Leawood Attorney Schultz Pleads Guilty to $1.2M Fraud Conspiracy

Leawood attorney Mark J. Schultz, 57, copped to his role in a wire and mail fraud conspiracy that bled St. Luke’s Health System of $1,224,264. In federal court in Kansas City, Mo., Schultz waived indictment and pleaded guilty to a federal information, admitting he helped funnel money from patient collections into his law firm’s coffers between January 2014 and July 2015.

Schultz’s former law partner, Alan B. Gallas, 65, of Kansas City, Mo., already took his fall. On April 13, 2016, Gallas pleaded guilty to mail fraud and on Monday was sentenced by U.S. District Judge Beth Phillips to one year and one day in federal prison—no parole. The court also ordered Gallas to repay every stolen dollar: $1,224,264 in restitution. He must report to the Bureau of Prisons by April 10, 2017.

The duo ran Gallas & Shultz, a firm that specialized in corporate debt collection. St. Luke’s Health System trusted them with tough patient accounts. Payments came in, got logged, and were supposed to be funneled back to the hospital system—monthly, like clockwork. Instead, Gallas rigged the machine. He had staff flag hundreds of payments as “on hold,” then siphoned the cash from the firm’s trust account into its operating account, where it vanished into overhead, salaries, and personal use.

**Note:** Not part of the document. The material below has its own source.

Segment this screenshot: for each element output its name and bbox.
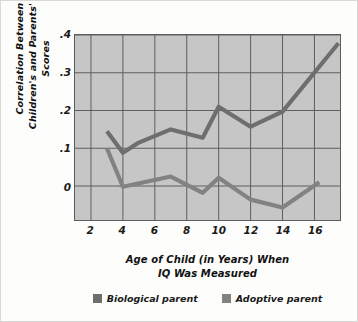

Court records lay bare the theft’s escalation. In 2012, Gallas held back 601 payments—$211,391. By 2013, it jumped to 699 payments: $266,696. The pattern held—625 payments in 2014 ($227,892) and another 625 through July 2015 ($216,845). The firm’s books were a shell game, and St. Luke’s didn’t catch on until the trail went cold.

Schultz now admits he was in on it. He agreed with Gallas and others to shift trust funds illegally. While the exact amount tied directly to Schultz remains for the court to nail down at sentencing, he’s on the hook for forfeiture of all ill-gotten gains. He faces up to five years in federal prison without parole. Sentencing is pending a presentence investigation by U.S. Probation.

The case was prosecuted by Assistant U.S. Attorney Paul S. Becker and investigated by the FBI. Gallas surrendered his law license in Missouri and Kansas in November 2015. The fraud spanned from 2009 to July 2015—nearly seven years of betrayal masked as legal representation.